Only one stretch of the data below is needed. Output the lines from the one with "has width=949, height=534." up to and including the one with "The image size is (1687, 949).", exactly as they stand.
** Stored data follows **
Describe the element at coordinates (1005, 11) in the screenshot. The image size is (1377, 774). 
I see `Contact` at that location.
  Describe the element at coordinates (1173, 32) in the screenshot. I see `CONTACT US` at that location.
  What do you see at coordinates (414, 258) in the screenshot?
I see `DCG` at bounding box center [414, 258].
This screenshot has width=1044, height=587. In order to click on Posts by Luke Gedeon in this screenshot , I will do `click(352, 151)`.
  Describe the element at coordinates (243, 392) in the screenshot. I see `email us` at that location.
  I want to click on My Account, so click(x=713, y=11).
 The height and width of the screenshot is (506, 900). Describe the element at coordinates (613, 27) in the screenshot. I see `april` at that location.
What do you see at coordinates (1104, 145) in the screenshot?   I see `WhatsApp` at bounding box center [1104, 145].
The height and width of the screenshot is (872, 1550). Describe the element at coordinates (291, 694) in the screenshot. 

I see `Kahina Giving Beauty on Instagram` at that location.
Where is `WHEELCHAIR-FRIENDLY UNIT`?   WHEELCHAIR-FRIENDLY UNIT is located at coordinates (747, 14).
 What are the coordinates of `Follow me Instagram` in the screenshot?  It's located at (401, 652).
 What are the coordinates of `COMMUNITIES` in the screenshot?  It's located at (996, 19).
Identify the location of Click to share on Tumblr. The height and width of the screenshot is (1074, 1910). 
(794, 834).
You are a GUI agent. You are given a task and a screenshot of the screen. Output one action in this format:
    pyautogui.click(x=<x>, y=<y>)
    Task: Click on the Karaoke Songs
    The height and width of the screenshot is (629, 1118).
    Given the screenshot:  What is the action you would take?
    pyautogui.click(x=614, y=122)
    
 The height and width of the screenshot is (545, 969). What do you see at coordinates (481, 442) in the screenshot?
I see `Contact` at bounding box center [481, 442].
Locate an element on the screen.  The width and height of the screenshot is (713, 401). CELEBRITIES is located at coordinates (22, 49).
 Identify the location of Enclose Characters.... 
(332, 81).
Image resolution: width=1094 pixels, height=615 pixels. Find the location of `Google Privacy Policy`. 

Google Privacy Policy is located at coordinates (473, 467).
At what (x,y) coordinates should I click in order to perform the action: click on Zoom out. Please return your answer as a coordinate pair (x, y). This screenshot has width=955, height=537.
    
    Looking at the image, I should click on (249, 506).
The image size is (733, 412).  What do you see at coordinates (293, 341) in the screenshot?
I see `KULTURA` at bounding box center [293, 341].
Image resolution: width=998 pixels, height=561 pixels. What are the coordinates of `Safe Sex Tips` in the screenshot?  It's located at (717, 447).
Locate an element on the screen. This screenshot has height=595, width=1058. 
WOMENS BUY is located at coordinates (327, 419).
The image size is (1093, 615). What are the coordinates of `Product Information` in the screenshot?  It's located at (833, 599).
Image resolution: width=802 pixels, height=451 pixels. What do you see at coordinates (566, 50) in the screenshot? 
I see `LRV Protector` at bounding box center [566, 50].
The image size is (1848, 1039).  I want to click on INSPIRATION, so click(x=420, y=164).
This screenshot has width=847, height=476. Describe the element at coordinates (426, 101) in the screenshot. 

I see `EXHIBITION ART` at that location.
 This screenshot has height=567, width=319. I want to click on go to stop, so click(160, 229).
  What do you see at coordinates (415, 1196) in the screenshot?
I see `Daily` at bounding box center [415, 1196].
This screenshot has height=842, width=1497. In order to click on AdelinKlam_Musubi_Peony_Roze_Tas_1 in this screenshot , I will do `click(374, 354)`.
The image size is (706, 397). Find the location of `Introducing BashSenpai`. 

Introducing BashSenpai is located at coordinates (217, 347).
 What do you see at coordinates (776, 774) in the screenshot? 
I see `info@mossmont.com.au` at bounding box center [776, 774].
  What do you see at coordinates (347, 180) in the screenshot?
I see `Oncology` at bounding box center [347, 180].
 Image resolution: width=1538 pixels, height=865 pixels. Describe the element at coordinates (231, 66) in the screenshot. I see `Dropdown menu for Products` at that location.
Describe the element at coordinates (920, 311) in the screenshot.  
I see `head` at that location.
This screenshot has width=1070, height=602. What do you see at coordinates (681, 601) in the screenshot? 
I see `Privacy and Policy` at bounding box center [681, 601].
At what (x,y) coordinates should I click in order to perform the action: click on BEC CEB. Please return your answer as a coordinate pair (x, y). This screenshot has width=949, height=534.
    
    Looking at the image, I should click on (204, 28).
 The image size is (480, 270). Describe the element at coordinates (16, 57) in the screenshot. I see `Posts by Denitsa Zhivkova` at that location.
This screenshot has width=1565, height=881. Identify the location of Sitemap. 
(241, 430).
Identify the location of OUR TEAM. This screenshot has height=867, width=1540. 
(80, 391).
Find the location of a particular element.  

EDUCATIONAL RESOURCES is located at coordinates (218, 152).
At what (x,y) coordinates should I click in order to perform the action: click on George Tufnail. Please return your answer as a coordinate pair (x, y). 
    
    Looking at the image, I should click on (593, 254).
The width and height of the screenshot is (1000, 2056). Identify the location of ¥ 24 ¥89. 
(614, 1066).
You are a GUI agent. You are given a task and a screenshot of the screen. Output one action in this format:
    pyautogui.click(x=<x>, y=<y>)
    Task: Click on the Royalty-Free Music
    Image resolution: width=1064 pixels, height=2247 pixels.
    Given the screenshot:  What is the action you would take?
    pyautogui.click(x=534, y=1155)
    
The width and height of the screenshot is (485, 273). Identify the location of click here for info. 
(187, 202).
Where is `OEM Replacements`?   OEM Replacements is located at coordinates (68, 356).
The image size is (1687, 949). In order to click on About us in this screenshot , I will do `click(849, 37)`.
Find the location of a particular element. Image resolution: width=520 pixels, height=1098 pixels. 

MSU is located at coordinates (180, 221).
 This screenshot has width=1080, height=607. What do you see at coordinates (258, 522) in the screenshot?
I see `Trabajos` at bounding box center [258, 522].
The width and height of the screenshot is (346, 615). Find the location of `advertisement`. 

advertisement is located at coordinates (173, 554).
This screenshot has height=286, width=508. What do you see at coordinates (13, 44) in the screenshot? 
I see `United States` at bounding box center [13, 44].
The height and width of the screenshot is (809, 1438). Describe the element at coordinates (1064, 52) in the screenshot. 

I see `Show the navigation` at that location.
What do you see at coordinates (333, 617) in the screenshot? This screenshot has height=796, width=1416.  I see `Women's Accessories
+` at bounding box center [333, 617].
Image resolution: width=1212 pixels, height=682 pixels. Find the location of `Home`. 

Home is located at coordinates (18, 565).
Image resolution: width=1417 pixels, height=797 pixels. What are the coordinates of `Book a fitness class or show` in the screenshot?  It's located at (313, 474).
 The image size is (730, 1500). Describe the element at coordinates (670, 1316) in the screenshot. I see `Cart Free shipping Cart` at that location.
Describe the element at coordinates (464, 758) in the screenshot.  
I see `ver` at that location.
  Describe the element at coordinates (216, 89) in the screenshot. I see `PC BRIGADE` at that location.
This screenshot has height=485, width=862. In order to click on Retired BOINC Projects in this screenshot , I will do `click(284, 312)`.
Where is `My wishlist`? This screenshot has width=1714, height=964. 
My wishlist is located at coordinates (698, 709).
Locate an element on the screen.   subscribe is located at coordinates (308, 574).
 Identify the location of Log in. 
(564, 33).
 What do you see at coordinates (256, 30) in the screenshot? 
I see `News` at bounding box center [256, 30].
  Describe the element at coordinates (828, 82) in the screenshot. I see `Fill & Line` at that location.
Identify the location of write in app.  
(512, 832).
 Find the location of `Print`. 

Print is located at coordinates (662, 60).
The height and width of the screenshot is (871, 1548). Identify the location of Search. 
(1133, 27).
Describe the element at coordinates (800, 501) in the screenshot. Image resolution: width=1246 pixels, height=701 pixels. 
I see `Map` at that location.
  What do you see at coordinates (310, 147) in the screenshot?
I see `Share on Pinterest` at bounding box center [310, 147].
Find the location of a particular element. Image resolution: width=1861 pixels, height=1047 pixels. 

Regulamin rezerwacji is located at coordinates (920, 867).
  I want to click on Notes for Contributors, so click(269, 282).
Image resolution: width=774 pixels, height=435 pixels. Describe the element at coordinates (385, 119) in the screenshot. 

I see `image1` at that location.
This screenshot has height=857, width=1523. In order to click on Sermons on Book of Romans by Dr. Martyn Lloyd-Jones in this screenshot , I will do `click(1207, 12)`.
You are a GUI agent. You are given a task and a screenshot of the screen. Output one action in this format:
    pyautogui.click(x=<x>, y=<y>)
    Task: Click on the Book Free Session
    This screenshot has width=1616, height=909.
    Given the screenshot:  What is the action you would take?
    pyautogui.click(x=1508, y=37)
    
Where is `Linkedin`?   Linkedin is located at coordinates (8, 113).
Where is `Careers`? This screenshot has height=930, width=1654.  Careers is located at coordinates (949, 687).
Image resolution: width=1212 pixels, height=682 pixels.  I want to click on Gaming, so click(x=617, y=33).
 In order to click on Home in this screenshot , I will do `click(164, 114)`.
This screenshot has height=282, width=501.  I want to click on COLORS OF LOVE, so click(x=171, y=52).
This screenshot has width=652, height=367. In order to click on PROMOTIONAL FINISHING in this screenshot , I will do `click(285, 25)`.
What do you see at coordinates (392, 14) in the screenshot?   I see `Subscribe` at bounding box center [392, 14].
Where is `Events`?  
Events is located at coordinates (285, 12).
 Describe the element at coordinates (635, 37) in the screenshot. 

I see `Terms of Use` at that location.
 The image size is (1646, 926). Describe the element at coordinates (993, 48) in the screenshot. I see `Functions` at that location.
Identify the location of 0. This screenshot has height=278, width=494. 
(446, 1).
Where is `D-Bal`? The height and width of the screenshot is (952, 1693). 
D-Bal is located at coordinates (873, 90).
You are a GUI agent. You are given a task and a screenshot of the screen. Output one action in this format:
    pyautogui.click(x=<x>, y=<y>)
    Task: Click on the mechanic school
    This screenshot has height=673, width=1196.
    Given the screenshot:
** End of Stored data **
> [Answer for the task]:
At what (x,y) coordinates should I click in order to perform the action: click on BEC CEB. Please return your answer as a coordinate pair (x, y). This screenshot has width=949, height=534.
    
    Looking at the image, I should click on (204, 28).
 The image size is (480, 270). Describe the element at coordinates (16, 57) in the screenshot. I see `Posts by Denitsa Zhivkova` at that location.
This screenshot has width=1565, height=881. Identify the location of Sitemap. 
(241, 430).
Identify the location of OUR TEAM. This screenshot has height=867, width=1540. 
(80, 391).
Find the location of a particular element.  

EDUCATIONAL RESOURCES is located at coordinates (218, 152).
At what (x,y) coordinates should I click in order to perform the action: click on George Tufnail. Please return your answer as a coordinate pair (x, y). 
    
    Looking at the image, I should click on (593, 254).
The width and height of the screenshot is (1000, 2056). Identify the location of ¥ 24 ¥89. 
(614, 1066).
You are a GUI agent. You are given a task and a screenshot of the screen. Output one action in this format:
    pyautogui.click(x=<x>, y=<y>)
    Task: Click on the Royalty-Free Music
    Image resolution: width=1064 pixels, height=2247 pixels.
    Given the screenshot:  What is the action you would take?
    pyautogui.click(x=534, y=1155)
    
The width and height of the screenshot is (485, 273). Identify the location of click here for info. 
(187, 202).
Where is `OEM Replacements`?   OEM Replacements is located at coordinates (68, 356).
The image size is (1687, 949). In order to click on About us in this screenshot , I will do `click(849, 37)`.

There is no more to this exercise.